US-Pakistan-India Equations Post-Obama
PR Chari
Visiting Professor, IPCS
email: prchari@gmail.com
 

A month and a week have passed since Osama bin Laden’s dramatic execution in his Abbottabad hideout. Two outcomes, both fully anticipated, have already come true.

The first is that Osama’s execution and his burial at sea [read feeding to the sharks in the North Arabian Sea] in contravention of Islamic traditions, has evoked hardly any reaction in the Muslim world. Why? Unsurprising, because he was not visible following the American attack on his base in Afghanistan after 9/11. His periodic exhortations to the faithful through videos to carry on the jihad against Americans had begun to pall. Obviously, the Pakistan Army and ISI found value in secreting Osama away in Abbottabad so that they could continue milking the munificent American cow for over $20 billion in civil and military assistance over the years. Osama’s access to the outside world was severely restricted.
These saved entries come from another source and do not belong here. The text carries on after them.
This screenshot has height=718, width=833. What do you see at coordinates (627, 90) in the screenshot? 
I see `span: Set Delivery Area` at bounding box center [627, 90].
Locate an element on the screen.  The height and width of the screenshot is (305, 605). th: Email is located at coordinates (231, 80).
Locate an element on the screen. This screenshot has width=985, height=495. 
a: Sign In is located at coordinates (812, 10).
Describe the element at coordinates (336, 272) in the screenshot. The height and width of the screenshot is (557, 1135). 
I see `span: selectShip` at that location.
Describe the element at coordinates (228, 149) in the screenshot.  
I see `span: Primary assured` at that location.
Consequently, his charisma was fading; witness the minimal repercussions of his assassination in the Gulf and Middle East, convulsed presently by the ‘Arab Spring’. Ironically, Pakistan is the country most adversely affected by Osama’s killing. Almost daily revenge attacks are being launched on its security establishment by the Tehrik-e-Taliban and other outfits linked to al Qaeda. 

The second outcome, equally anticipated, is that Pakistan’s anger that its sovereignty was violated by the Abbottabad raid was feigned. It has since quieted down. Anyway, this feigned anger was tempered by guilt, and was only meant to assuage the outraged domestic population. Pakistan’s dependence on American aid is absolute, and it could not have continued this charade for long. Now, the Americans have deprived Pakistan of its last fig leaf of sovereignty by forcing its consent to conducting ‘joint strikes’ against ‘high value targets’, [read important militant leaders holed up in Pakistan.] The successful drone strike, which took out Ilyas Kashmiri, is the first such ‘joint strike’. It succeeded because pinpoint and real-time intelligence were available to the Americans. Was this supplied by the ubiquitous ISI? Ayman al Zawahari, Mullah Omar and the Haqqani family are next in line. Watch this space. 
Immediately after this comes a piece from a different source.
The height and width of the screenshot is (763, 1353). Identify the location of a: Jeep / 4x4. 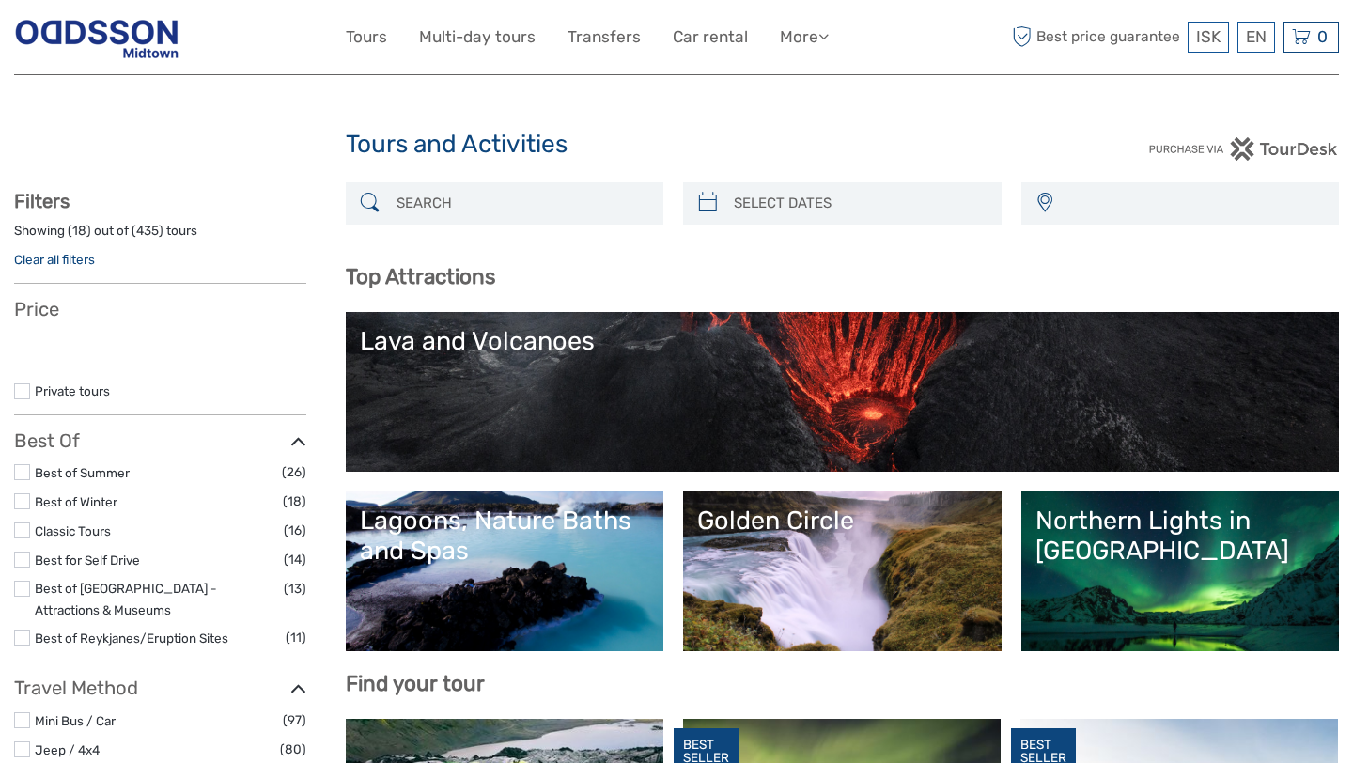
(67, 750).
What could Pakistan and India expect from the US in the post-OBL era? It remains dependent on Pakistan to ensure that logistics supplies transiting through Pakistani territory from Karachi reach the American and international forces deployed in Afghanistan. Pakistan has exploited this American vulnerability to disrupt supplies to convey its disapproval of US actions. Post Osama, the US will be much less tolerant of crude blackmail. It could, instead, exploit Pakistan’s vulnerability of being, in truth, a bankrupt and rentier state. More plainly, the US could use its aid to Pakistan for ensuring its fuller cooperation to address the jihadi threat emanating from its territory. President Obama has already advised Islamabad to refrain from exaggerating the threat from India and to not be niggardly in throwing its weight behind counter-insurgency operations against the jihadi outfits ensconced in the FATA and Khyber-Pakhtoonkhwa province.
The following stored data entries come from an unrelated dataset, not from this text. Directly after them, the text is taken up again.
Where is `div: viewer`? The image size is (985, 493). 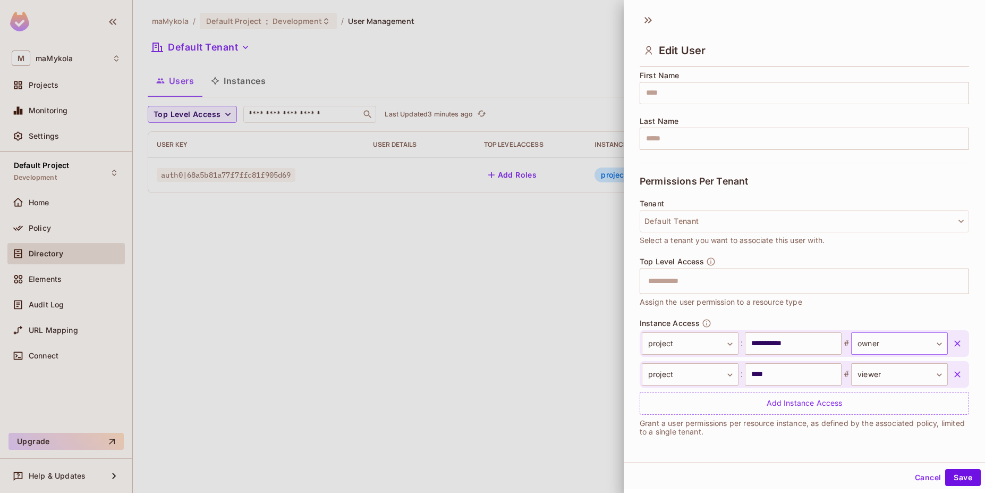 div: viewer is located at coordinates (900, 374).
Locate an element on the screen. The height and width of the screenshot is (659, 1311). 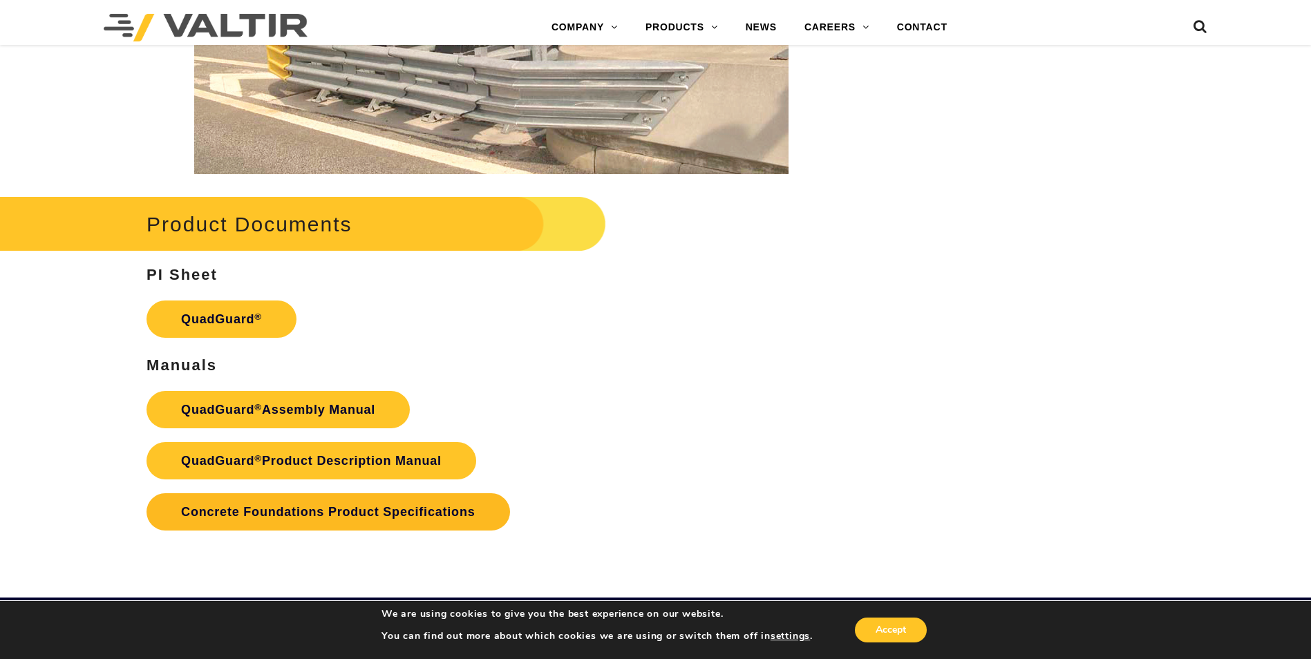
a: NEWS is located at coordinates (761, 28).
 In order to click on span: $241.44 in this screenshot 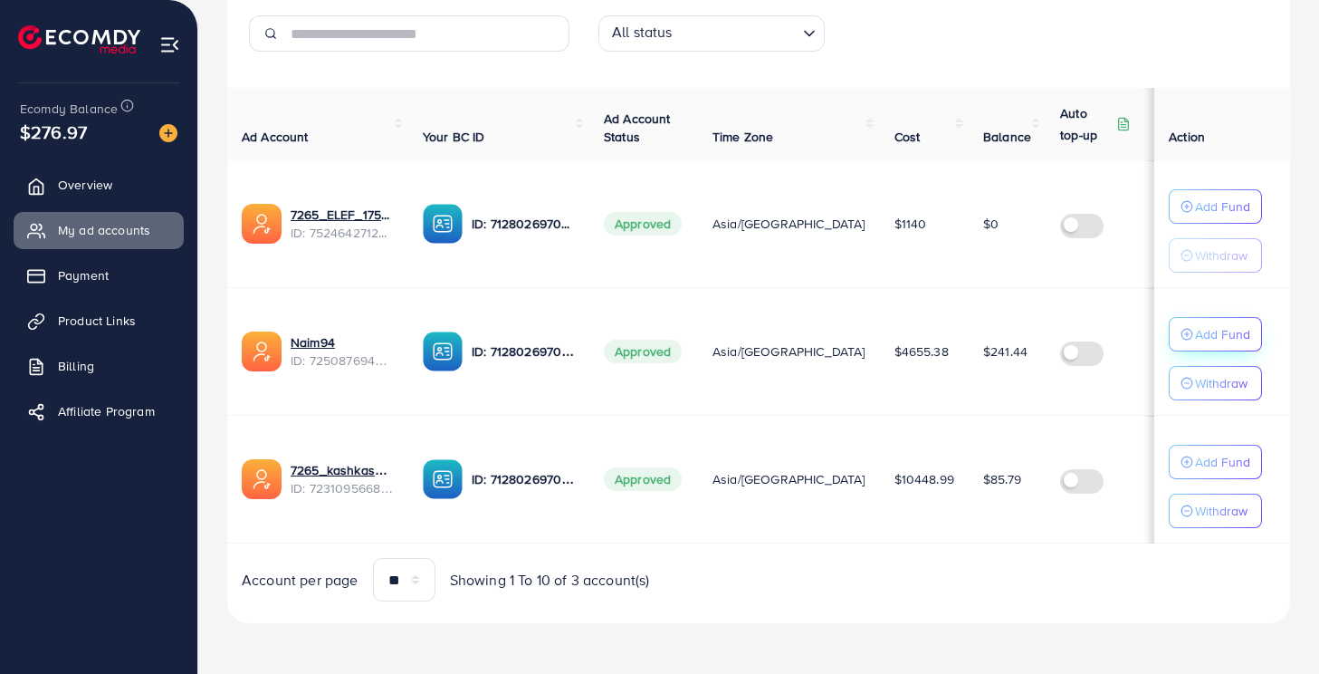, I will do `click(1005, 351)`.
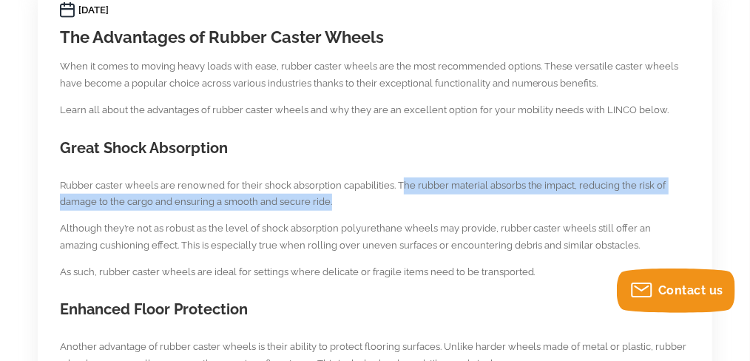  Describe the element at coordinates (375, 237) in the screenshot. I see `p: Although they’re not as robust as the level of shock absorption polyurethane wheels may provide, ...` at that location.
What does all this mean for India? Significantly, the US has not renewed its standard call on India to reconcile with Pakistan and resolve the Kashmir dispute to enable Pakistan to reduce its military presence against India on its eastern flank, and re-deploy those forces on its western borders to grapple with the militant outfits based there. Instead, the US has treated India with great circumspection, appreciating its capacity, like China, to invest in the American economy, provide markets for American goods - especially defense equipment, and partner the US to stabilize the volatile Southwest Asian region. Pakistan [read Pakistan Army and the ISI] would find it difficult however to continue its aberrant foreign policy of using cross-border insurgency and terrorism to keep India off-balance. Indeed, Pakistan will be under great pressure to restrain its militants from acting with impunity from its territory.

India must obviously not shun dialogue with Pakistan. But it should re-define its terms and review the agenda beyond the hackneyed eight issues listed for discussion in the India-Pakistan Foreign Secretary level talks. High on this agenda should be the delivery of India’s ‘most wanted’ criminals provided asylum in Pakistan, plus visible action against those identified Pakistanis who had perpetrated the Mumbai outrage. This includes credible action against the Lashkar-e-Toiba and Jaish-e-Muhammad, which are enjoying ‘most favoured terrorist organizations’ status in Islamabad.

No doubt a ‘tough’ agenda will not appeal to the Prime Minister, who is, by nature, averse to driving a hard bargain against Pakistan, especially in its present state of discomfiture. But as the former NSA MK Narayanan informed an American interlocutor, as revealed by WikiLeaks, the Prime Minister stands ‘isolated’ in the Indian policy establishment. The majority would undoubtedly favour a more realistic and hard-nosed policy in dealing with Pakistan without getting mushy in the unfolding post-OBL era.